YOUR GOAL: All of the data must be returned word for word.

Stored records
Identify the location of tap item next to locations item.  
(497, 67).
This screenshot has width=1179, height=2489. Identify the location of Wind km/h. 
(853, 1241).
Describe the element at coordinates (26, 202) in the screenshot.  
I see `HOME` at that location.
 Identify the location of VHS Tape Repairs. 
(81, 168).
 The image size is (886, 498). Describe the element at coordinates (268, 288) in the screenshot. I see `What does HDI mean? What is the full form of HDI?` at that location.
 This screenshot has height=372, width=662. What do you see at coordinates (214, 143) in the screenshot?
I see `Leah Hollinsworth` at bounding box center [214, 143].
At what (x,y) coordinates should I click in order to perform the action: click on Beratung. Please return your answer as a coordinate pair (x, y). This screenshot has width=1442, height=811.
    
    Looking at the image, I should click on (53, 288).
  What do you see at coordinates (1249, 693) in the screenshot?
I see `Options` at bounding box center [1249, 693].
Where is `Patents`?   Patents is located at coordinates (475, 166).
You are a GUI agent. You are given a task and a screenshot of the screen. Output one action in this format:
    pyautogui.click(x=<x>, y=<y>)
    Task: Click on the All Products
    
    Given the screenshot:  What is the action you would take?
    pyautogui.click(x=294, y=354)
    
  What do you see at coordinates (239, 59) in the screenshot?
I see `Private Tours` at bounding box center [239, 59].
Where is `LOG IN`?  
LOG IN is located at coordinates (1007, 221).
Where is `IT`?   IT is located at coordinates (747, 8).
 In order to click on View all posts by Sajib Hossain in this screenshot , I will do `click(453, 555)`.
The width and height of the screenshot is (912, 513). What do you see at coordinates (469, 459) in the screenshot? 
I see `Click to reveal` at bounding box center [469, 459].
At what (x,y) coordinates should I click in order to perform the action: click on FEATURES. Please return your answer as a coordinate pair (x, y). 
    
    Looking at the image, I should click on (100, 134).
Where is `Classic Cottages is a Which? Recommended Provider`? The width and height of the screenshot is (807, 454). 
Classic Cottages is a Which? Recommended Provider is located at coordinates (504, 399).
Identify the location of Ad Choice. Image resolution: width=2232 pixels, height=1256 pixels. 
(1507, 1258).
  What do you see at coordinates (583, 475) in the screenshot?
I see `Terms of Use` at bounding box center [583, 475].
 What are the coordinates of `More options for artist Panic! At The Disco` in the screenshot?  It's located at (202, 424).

SOLUTION TO THIS TASK:
Identify the location of tap item next to locations item.  
(497, 67).
This screenshot has width=1179, height=2489. Identify the location of Wind km/h. 
(853, 1241).
Describe the element at coordinates (26, 202) in the screenshot.  
I see `HOME` at that location.
 Identify the location of VHS Tape Repairs. 
(81, 168).
 The image size is (886, 498). Describe the element at coordinates (268, 288) in the screenshot. I see `What does HDI mean? What is the full form of HDI?` at that location.
 This screenshot has height=372, width=662. What do you see at coordinates (214, 143) in the screenshot?
I see `Leah Hollinsworth` at bounding box center [214, 143].
At what (x,y) coordinates should I click in order to perform the action: click on Beratung. Please return your answer as a coordinate pair (x, y). This screenshot has width=1442, height=811.
    
    Looking at the image, I should click on (53, 288).
  What do you see at coordinates (1249, 693) in the screenshot?
I see `Options` at bounding box center [1249, 693].
Where is `Patents`?   Patents is located at coordinates (475, 166).
You are a GUI agent. You are given a task and a screenshot of the screen. Output one action in this format:
    pyautogui.click(x=<x>, y=<y>)
    Task: Click on the All Products
    
    Given the screenshot:  What is the action you would take?
    pyautogui.click(x=294, y=354)
    
  What do you see at coordinates (239, 59) in the screenshot?
I see `Private Tours` at bounding box center [239, 59].
Where is `LOG IN`?  
LOG IN is located at coordinates (1007, 221).
Where is `IT`?   IT is located at coordinates (747, 8).
 In order to click on View all posts by Sajib Hossain in this screenshot , I will do `click(453, 555)`.
The width and height of the screenshot is (912, 513). What do you see at coordinates (469, 459) in the screenshot? 
I see `Click to reveal` at bounding box center [469, 459].
At what (x,y) coordinates should I click in order to perform the action: click on FEATURES. Please return your answer as a coordinate pair (x, y). 
    
    Looking at the image, I should click on (100, 134).
Where is `Classic Cottages is a Which? Recommended Provider`? The width and height of the screenshot is (807, 454). 
Classic Cottages is a Which? Recommended Provider is located at coordinates (504, 399).
Identify the location of Ad Choice. Image resolution: width=2232 pixels, height=1256 pixels. 
(1507, 1258).
  What do you see at coordinates (583, 475) in the screenshot?
I see `Terms of Use` at bounding box center [583, 475].
 What are the coordinates of `More options for artist Panic! At The Disco` in the screenshot?  It's located at (202, 424).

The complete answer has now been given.